“Your own money, indeed!” ejaculated Vitriol Bob, with a chuckling laugh. “Was it your’n when Mother Mortimer had it safe in her own box? And I should just like to know how you fust come by it? Not honestly, I’ll swear, old feller. Such a seedy-looking cove, living in such a way as you was, couldn’t have got near upon six thousand pound by wot’s called legitimate means. But that’s neether here nor there: I don’t care two figs how you got the tin—and if I ask no questions, I shan’t have no lies told me. Von thing is wery certain—that I’ve got it now.”
“But—but—you surely—my dear friend—you—” stammered Torrens, absolutely aghast at the idea, of still remaining a beggar.
“Come, let’s have no more of this drivelling nonsense,” interrupted Vitriol Bob, in a tone of unmitigated contempt: then, as he refilled and relighted his pipe, be observed, “Why, you have been in a fidget and a stew all day, ever since we secured the swag at the coffee-house. Don’t you see, my dear feller, that people in our sitiwations must act with somethink like common prudence? The old voman may rouse hell’s delight about her loss; and that was why I thought we’d better keep ourselves scarce for a time. So I made you stay close with me at the flash lodging-ken in the Mint all the arternoon till it was dusk; and then I brought you here. And here,” added Vitriol Bob, “we are safe enow: ’cos only Pig-faced Poll, Jack Rily, and one or two others of my pals knows anythink about this place being my haunt when I’m afeard of getting into trouble;—and there’s no danger of them splitting on us. So far from that, the Pig-faced will be sure to come here presently, when she finds I don’t wisit her own quarters this evening; and she’ll bring a basket of prog along with her—so that we shall have a jolly good supper in due time. Drink, old feller!”
Thus speaking, the ruffian refilled his own tumbler, and pushed the brandy bottle across the dirty table to Torrens, who did not, however, touch it—for his glass was only half emptied; and he experienced such lively sensations of alarm, that he felt as if his brain were reeling and his intellects were leaving him.
There he was—a feeble, helpless, weak old man, entirely in the power of an individual whom he knew to be of the most desperate character, but with whom he had joined in companionship only through the hope of recovering at least one-half of that treasure to gain which, in the first instance, he had imbrued his hands in blood. There he was—alone with that miscreant, in a place the aspect of which was sufficient to fill his attenuated soul with the gloomiest thoughts and the most melancholy forebodings,—alone with a demon in human shape, in a ruined and desolate tenement, to augment the cheerless influence of which superstition had lent its aid,—alone with a very fiend, in a haunt the ominous features of which were dimly shadowed forth and rendered more hideous by the dull, glimmering light of the solitary candle with its long wick and its sickly flame.

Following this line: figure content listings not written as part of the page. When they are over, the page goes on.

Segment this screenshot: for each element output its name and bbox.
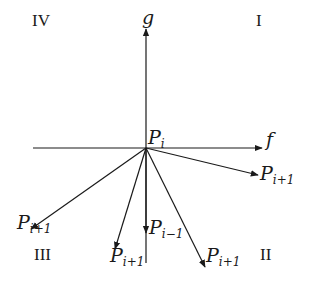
quadrant-iv-label: IV — [32, 12, 50, 29]
vector-down-right-label: Pi+1 — [206, 246, 240, 265]
vector-right-label: Pi+1 — [260, 164, 294, 183]
quadrant-i-label: I — [256, 12, 262, 29]
vector-down-label: Pi−1 — [149, 218, 183, 237]
quadrant-iii-label: III — [34, 246, 51, 263]
g-axis-label: g — [142, 8, 154, 27]
vector-lower-left-label: Pi+1 — [17, 213, 51, 232]
vector-down-right-arrow — [146, 148, 205, 267]
quadrant-ii-label: II — [260, 246, 271, 263]
origin-label: Pi — [148, 128, 165, 147]
vector-down-left-label: Pi+1 — [110, 246, 144, 265]
vector-down-left-arrow — [115, 148, 146, 249]
vector-right-arrow — [146, 148, 258, 175]
f-axis-label: f — [266, 130, 273, 149]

“Well—what are you thinking of?—and why don’t you drink?” were the words which, suddenly falling on the old man’s ears after a pause, awoke him as it were from a lethargy—a lethargy, however, in which the mind had been painfully active, though the body was motionless—petrified!
“I—I—was wondering how long we should have to remain here,” stammered Torrens, starting as if shaken by a strong spasm or moved by an electric shock.
“I asked you the question just now—and—and you did not give me a reply.”
“Well—it all depends, my fine feller,” answered Vitriol Bob. “Three or four days, perhaps——”
“Three or four days!” almost shrieked Torrens. “I shall die if I linger so long in this horrible place!”